Tonight Abdul would almost certainly have to kill people, for the first time in his life. He felt surprised that the prospect did not dismay him more. He knew the names of many of the guards at this camp, just from listening to their conversations, but that did not make him feel any empathy. They were brutal slavers and murderers and rapists. They deserved no mercy. It was the effect on himself that worried him. In his fighting career he had never inflicted a fatal blow. He felt there must be a big difference between a man who had killed and one who had not. He would be sorry to cross that line.

Deep sleep, during which it was difficult to wake the sleeper, generally occurred in the first half of the night, he knew. The best time for clandestine activity was around one or two o’clock, according to his training. He lay awake until his watch said 1 a.m., then he quietly got to his feet.

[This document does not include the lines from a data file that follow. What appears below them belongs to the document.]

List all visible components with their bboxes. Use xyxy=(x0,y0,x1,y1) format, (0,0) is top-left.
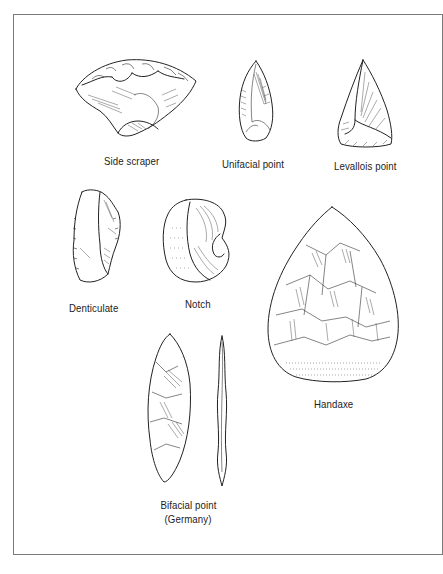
unifacial-point-label: Unifacial point xyxy=(222,158,284,170)
denticulate-illustration xyxy=(70,188,126,288)
side-scraper-illustration xyxy=(72,55,202,145)
handaxe-illustration xyxy=(266,205,402,385)
levallois-point-illustration xyxy=(333,58,395,150)
bifacial-point-label-line1: Bifacial point xyxy=(160,499,215,511)
notch-illustration xyxy=(162,198,232,284)
bifacial-point-illustration xyxy=(144,332,234,486)
handaxe-label: Handaxe xyxy=(314,398,353,410)
notch-label: Notch xyxy=(185,298,211,310)
bifacial-point-label-line2: (Germany) xyxy=(160,513,215,525)
side-scraper-label: Side scraper xyxy=(104,155,159,167)
unifacial-point-illustration xyxy=(236,60,276,142)
levallois-point-label: Levallois point xyxy=(334,160,397,172)
denticulate-label: Denticulate xyxy=(69,302,118,314)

He made little noise. In any case, there were always sounds in the shelter: snores, grunts, incomprehensible phrases muttered in dreams. He did not expect to wake anyone. However, when he glanced at Wahed, he noticed that the man was fully awake, eyes wide open, lying on his side, watching him, his cigarettes on the ground beside his head as always. Abdul nodded, and Wahed nodded back, then Abdul turned away.

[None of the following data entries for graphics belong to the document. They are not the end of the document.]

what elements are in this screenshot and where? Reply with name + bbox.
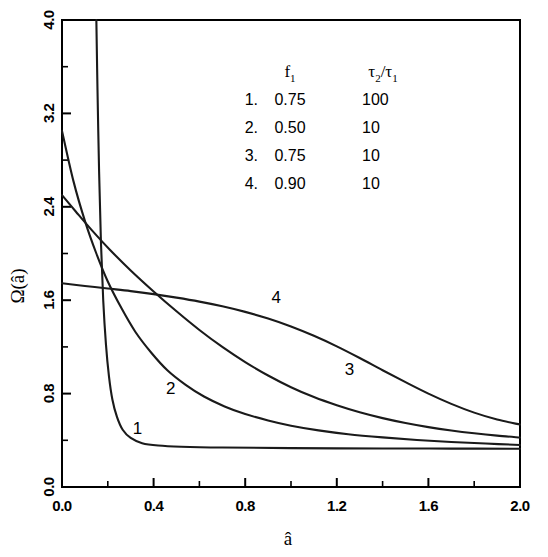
- legend-row-index: 2.: [245, 119, 258, 136]
- legend-row-ratio: 100: [362, 91, 389, 108]
- y-tick-label: 0.8: [40, 384, 57, 404]
- x-axis-title: â: [284, 528, 293, 549]
- legend-row-f1: 0.90: [274, 175, 305, 192]
- y-tick-label-group: 0.0: [40, 477, 57, 497]
- x-tick-label: 0.4: [144, 497, 165, 514]
- x-tick-label: 0.8: [236, 497, 256, 514]
- y-tick-label-group: 2.4: [40, 196, 57, 217]
- x-tick-label: 1.6: [419, 497, 439, 514]
- y-title-close: ): [7, 268, 29, 274]
- y-tick-label-group: 0.8: [40, 384, 57, 404]
- line-chart: 0.00.40.81.21.62.0 0.00.81.62.43.24.0 12…: [0, 0, 548, 557]
- figure-root: 0.00.40.81.21.62.0 0.00.81.62.43.24.0 12…: [0, 0, 548, 557]
- y-tick-label-group: 4.0: [40, 10, 57, 30]
- legend-row-f1: 0.75: [274, 91, 305, 108]
- x-tick-label: 1.2: [327, 497, 347, 514]
- curve-label-1: 1: [133, 419, 142, 438]
- legend-row-ratio: 10: [362, 175, 380, 192]
- y-tick-label: 2.4: [40, 196, 57, 217]
- legend-row-f1: 0.50: [274, 119, 305, 136]
- legend-row-ratio: 10: [362, 147, 380, 164]
- x-tick-label: 2.0: [510, 497, 530, 514]
- chart-background: [0, 0, 548, 557]
- y-axis-title: Ω(â): [7, 268, 29, 303]
- curve-label-4: 4: [271, 288, 280, 307]
- y-tick-label: 0.0: [40, 477, 57, 497]
- legend-row-ratio: 10: [362, 119, 380, 136]
- y-tick-label: 3.2: [40, 104, 57, 124]
- svg-text:Ω(â): Ω(â): [7, 268, 29, 303]
- legend-row-f1: 0.75: [274, 147, 305, 164]
- y-tick-label-group: 1.6: [40, 290, 57, 310]
- curve-label-3: 3: [345, 360, 354, 379]
- legend-row-index: 3.: [245, 147, 258, 164]
- y-tick-label: 1.6: [40, 290, 57, 310]
- legend-row-index: 1.: [245, 91, 258, 108]
- y-tick-label-group: 3.2: [40, 104, 57, 124]
- x-tick-label: 0.0: [52, 497, 72, 514]
- y-tick-label: 4.0: [40, 10, 57, 30]
- y-title-omega: Ω: [7, 289, 28, 303]
- legend-row-index: 4.: [245, 175, 258, 192]
- curve-label-2: 2: [166, 379, 175, 398]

He looked outside. There was a half-moon, and the camp was brightly lit. The window of the hut in the vehicle park shone with a yellow glow. The guard himself was not in sight, so he had to be inside.

Abdul moved deeper into the slave quarters then turned, walking parallel to the fence but keeping out of sight behind the shelters. He trod softly, scanning the ground for obstacles that might cause him to stumble and make a noise.

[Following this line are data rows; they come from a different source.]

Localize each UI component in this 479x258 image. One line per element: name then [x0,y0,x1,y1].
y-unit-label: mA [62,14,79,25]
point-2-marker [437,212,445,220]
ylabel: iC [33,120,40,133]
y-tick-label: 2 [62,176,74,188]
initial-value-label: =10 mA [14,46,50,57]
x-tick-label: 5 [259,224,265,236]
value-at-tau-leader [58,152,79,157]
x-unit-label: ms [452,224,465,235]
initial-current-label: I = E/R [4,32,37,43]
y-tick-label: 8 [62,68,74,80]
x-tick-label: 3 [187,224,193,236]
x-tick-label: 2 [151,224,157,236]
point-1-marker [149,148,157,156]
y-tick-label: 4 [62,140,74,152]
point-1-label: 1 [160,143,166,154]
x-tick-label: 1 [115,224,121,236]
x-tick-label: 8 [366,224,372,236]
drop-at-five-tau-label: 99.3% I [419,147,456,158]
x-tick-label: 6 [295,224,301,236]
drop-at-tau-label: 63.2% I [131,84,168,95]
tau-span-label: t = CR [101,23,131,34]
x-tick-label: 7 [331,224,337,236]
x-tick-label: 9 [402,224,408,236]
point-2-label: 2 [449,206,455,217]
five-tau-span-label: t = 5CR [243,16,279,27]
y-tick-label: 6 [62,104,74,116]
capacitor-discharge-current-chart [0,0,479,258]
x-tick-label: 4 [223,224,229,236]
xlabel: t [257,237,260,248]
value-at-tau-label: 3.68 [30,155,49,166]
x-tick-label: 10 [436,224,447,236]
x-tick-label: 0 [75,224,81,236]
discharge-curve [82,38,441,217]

He kept his eyes peeled for guards. Looking between the shelters to the fence, he saw the flash of an electric torch, and froze. A guard was being conscientious, patrolling his beat and shining a light into dark zones. The guard inside the pit compound came to the fence to talk to his comrade. Abdul watched, silent and still. The two guards parted, neither having looked towards the slave quarters.

Abdul moved on. He came across a grey-haired man urinating, eyes half closed, and went by without speaking. He was not worried about other slaves seeing him. None of them would do anything even if they guessed he was planning to escape. No slave ever had contact with a guard unless it was unavoidable. The guards were violent men who were bored, a dangerous combination.

He drew level with the guards’ compound. Three hundred yards farther along were two gates, a wide one for vehicles and a regular-size gate for people. Both were chained up and a guard stood just inside. From where Abdul stood, half hidden by a tent, the guard was a dark shape, upright but still.

The makhur stood inside the fence between Abdul and the gate, but closer to the gate. It was white, rather than pale blue, in the moonlight.

At this point Abdul had to start taking serious risks.

He walked quickly to the fence and, without hesitation, scrambled up the wire mesh and jumped over the top of the panel and landed on both feet and lay flat on the sandy ground.

If he was spotted now he would be killed, but that was not the worst of his fears. If this attempt failed, Kiah would spend the rest of her life as a sex slave to the jihadis. That was the prospect Abdul could not bear to contemplate.